Mt. Park is a Democratic stronghold. About 76% of voters here vote Democratic and 24% Republican.
About 92% of adults in Mt. Park typically vote, above the U.S. average of about 62%. Among adults in Mt. Park, ~70% vote Democratic, ~22% Republican, and ~8% don't vote. The map below shows estimated turnout by block group.
How Mt. Park compares
Among neighborhoods within 5 miles, Mt. Park leans more Democratic than 11 of 20 neighbors.
Mt. Park runs about 37 points more Democratic than Oregon as a whole.
Politics vary noticeably by block within Mt. Park. The north side is the most Democratic-leaning (D+65) and the southeast side is the least Democratic-leaning (D+40), a spread of about 25 points.
Why Mt. Park leans the way it does
This analysis examined 14,881 data points per neighborhood to find what predicts political lean and turnout. The items below are a few correlations that stood out for Mt. Park, not a ranked or complete list of what matters most.
Areas with high college attainment vote Democratic. About 72% of adults in Mt. Park hold a bachelor's degree, about 43 points above the U.S. average of 28%.
Walkability and Democratic lean
Places with a highly walkable street grid tend to lean Democratic; Mt. Park, Lake Oswego, OR sits in the top quarter nationally on this measure. A walkable street grid does not change how people vote; it mostly reflects how urban a place is.
Why turnout in Mt. Park looks the way it does
Areas with strong routine healthcare access turn out at higher rates. Mt. Park is in the top quarter nationally for routine-care measures such as insurance coverage, preventive screenings, and dental visits. The dental-visit rate here is about 75%, about 15 points above the U.S. average of 60%. High high-school completion lines up with higher turnout, and more than 99% of adults in Mt. Park have completed high school, above 92% of neighborhoods. Learn more about the findings and methodology on the political spectrum map.
Nearby Neighborhoods
- Far Southwest, Portland, OR D+61
- Lake Forest, Lake Oswego, OR D+42
- Palisades, Lake Oswego, OR D+39
- Maplewood-Ashcreek, Portland, OR D+61
- Metzger, Tigard, OR D+39
- Hillsdale, Portland, OR D+74
- Hayhurst, Portland, OR D+68
- Denny Whitford, Beaverton, OR D+43
- Garden Home-Raleigh Hills, Portland, OR D+55
- Sellwood-Moreland, Portland, OR D+77
Neighborhoods with Similar Populations
- Aurora Knolls-Hutchinson Heights, Aurora, CO D+25
- Shannon Park, Charlotte, NC D+59
- South Burlington North, South Burlington, VT D+36
- Kingsborough Ridge, San Antonio, TX D+18
- Wilbur, Trenton, NJ D+70
- Kensington, Kansas City, KS D+36
- Ironwood Terrace, Glendale, AZ D+27
- Auburn, Cranston, RI D+18
- Meridian Park, Shoreline, WA D+43
- Arlington Manor, Jacksonville, FL D+15
Sources and methodology
Precinct-level voting records used to fit the model come from Oregon Secretary of State, Elections Division, distributed by the Voting and Election Science Team. Demographic inputs come from the U.S. Census Bureau (ACS 5-year estimates and the 2020 Decennial Census). Health and environmental inputs come from the CDC (PLACES and the Environmental Justice Index). Land cover comes from the USGS and EPA. Election-day and lead-up weather come from PRISM 4km daily grids and the NOAA Global Historical Climatology Network. Mail-voting and election-administration patterns come from the MIT Election Lab's Survey of the Performance of American Elections. Block-group crime detail comes from CrimeGrade. Internet data and modeling support provided by ISPreports.org.
Modeling and analysis by the BestNeighborhood data science team. Full methodology and findings: political spectrum map.
Methodology reviewed by the BestNeighborhood data team. Last updated May 2026.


**INSTRUCTIONS FOR THE TASK:**
Go through the lines below, tally those that include the word "caption", and give only the tally.

(Collected data)
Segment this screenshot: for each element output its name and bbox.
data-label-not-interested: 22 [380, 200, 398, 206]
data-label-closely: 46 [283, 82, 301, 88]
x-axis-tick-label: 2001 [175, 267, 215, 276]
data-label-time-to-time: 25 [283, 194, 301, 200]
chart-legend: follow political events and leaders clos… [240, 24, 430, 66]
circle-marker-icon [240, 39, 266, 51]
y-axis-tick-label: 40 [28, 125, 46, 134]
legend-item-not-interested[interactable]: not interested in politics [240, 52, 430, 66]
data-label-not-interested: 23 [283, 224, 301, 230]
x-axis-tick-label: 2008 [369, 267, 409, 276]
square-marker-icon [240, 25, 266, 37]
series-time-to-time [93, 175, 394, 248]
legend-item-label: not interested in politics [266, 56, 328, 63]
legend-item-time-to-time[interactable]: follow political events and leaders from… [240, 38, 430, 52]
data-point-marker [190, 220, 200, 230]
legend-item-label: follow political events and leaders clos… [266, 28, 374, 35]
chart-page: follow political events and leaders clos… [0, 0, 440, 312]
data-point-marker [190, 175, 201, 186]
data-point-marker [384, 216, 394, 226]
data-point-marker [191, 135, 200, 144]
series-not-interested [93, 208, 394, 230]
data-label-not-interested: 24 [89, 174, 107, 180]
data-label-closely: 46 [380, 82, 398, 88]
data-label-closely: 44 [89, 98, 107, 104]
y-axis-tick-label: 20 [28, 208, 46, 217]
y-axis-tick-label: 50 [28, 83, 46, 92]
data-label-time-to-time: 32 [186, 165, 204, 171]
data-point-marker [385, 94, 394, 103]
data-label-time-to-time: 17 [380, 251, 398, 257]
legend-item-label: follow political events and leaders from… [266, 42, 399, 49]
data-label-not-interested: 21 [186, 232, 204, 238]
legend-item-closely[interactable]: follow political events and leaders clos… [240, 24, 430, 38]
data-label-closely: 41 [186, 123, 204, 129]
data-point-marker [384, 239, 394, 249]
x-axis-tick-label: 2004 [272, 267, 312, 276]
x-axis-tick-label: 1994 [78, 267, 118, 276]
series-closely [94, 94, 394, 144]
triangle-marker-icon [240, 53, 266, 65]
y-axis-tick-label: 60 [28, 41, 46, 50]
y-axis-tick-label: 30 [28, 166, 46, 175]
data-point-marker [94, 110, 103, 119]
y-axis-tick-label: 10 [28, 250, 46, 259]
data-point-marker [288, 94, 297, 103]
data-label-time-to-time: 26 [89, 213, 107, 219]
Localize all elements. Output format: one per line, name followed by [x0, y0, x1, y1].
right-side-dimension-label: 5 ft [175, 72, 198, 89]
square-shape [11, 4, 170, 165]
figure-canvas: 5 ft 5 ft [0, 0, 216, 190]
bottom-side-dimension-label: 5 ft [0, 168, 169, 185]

* * *

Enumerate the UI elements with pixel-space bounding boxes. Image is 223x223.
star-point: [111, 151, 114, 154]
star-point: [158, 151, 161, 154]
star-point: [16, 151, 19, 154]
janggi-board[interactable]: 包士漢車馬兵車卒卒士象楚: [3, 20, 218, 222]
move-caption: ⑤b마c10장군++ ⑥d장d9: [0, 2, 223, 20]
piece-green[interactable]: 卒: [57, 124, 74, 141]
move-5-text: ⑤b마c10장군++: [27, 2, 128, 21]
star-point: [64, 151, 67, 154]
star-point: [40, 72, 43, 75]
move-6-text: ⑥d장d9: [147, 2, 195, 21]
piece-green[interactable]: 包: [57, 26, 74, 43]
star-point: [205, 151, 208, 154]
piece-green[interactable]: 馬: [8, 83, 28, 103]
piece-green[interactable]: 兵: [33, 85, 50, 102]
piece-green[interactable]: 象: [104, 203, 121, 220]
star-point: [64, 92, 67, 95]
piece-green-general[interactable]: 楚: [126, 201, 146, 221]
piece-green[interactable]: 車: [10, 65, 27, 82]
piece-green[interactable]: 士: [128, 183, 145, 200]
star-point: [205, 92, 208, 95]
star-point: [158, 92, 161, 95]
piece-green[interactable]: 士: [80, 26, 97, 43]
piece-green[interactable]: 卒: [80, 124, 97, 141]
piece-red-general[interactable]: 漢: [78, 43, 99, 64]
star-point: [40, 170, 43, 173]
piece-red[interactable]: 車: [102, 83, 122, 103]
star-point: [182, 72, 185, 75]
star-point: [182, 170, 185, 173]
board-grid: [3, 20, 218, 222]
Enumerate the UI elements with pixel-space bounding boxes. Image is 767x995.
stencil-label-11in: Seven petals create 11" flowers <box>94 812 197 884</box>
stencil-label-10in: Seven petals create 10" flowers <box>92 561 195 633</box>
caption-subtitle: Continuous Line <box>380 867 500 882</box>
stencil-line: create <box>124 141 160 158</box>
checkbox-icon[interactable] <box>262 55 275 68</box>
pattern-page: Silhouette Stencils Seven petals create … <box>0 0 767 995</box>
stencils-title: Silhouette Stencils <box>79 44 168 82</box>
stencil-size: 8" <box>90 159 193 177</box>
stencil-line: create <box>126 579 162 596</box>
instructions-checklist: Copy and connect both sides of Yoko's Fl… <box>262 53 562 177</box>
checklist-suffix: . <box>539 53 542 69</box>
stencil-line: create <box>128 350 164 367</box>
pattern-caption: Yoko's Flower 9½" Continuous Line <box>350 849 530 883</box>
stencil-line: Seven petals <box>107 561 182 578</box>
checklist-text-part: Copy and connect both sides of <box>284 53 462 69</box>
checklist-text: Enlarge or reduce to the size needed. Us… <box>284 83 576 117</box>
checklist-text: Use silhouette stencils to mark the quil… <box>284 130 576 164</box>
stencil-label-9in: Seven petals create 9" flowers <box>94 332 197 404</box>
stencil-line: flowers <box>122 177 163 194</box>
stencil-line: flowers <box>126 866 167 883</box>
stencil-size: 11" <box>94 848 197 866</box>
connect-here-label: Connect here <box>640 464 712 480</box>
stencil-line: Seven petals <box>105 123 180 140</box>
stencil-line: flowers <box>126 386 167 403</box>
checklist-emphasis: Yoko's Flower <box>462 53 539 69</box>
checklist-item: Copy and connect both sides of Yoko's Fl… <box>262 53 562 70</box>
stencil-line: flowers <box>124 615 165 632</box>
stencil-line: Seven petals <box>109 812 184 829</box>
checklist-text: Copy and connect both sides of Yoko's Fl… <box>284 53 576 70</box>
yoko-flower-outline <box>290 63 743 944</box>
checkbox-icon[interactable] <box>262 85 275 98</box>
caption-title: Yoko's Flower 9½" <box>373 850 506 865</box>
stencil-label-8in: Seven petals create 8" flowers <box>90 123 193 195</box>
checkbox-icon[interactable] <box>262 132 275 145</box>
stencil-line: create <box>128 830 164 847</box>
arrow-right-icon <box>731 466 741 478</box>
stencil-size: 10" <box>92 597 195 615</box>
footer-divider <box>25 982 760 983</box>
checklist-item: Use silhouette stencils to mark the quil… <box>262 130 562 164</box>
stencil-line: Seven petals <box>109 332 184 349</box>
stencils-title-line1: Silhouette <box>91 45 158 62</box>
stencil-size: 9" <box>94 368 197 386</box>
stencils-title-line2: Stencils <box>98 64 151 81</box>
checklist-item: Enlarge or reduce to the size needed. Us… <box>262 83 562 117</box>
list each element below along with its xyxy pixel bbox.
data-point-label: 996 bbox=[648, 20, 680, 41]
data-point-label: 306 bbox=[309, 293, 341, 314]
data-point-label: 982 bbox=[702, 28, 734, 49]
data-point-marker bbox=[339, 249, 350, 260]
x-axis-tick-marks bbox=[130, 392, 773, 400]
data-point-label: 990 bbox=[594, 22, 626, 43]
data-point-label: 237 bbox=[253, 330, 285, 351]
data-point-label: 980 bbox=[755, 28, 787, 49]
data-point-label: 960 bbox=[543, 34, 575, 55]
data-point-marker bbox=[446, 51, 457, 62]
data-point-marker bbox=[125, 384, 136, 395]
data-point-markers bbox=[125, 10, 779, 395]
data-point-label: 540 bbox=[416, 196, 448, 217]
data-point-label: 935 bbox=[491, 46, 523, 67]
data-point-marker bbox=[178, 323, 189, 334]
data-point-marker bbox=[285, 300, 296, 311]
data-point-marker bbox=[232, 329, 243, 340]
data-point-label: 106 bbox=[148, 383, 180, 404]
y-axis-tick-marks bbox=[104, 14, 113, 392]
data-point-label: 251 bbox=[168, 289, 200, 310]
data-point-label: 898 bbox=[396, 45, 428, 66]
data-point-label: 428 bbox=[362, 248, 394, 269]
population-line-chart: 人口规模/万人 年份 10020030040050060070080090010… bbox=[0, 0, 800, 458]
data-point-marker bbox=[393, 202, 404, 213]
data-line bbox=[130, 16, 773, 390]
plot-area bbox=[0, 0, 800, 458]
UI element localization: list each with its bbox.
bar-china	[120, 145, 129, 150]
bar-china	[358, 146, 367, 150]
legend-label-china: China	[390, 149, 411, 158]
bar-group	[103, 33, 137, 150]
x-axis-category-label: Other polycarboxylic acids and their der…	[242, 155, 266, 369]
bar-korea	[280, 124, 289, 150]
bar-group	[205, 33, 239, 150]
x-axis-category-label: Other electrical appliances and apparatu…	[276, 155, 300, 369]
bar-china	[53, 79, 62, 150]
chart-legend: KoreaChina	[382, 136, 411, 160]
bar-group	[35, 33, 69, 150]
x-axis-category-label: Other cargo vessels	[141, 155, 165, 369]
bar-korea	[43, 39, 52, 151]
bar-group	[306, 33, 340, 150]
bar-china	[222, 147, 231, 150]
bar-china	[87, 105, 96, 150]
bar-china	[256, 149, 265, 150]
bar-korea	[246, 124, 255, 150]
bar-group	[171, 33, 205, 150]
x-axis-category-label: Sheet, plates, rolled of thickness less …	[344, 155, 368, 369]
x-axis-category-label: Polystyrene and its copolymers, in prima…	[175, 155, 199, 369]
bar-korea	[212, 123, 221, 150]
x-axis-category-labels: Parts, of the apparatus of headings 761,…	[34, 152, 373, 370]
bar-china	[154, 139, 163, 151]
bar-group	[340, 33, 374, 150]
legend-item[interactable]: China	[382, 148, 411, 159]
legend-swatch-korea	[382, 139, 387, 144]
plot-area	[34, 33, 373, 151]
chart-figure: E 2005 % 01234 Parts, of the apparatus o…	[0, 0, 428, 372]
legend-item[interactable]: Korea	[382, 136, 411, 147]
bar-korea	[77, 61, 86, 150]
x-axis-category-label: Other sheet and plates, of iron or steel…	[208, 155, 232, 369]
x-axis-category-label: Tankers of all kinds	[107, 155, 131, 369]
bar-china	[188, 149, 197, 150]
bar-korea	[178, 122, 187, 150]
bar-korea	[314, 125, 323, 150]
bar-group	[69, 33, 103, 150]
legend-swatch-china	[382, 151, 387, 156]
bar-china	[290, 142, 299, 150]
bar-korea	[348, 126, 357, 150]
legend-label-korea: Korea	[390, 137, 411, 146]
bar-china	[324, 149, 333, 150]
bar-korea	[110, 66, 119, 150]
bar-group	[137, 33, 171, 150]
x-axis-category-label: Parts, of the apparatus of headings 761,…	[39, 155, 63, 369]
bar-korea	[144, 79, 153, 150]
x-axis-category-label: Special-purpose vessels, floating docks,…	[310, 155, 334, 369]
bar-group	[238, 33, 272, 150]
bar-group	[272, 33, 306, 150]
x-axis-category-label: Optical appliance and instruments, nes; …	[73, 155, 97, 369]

**REPLY TO THE EXERCISE:**
4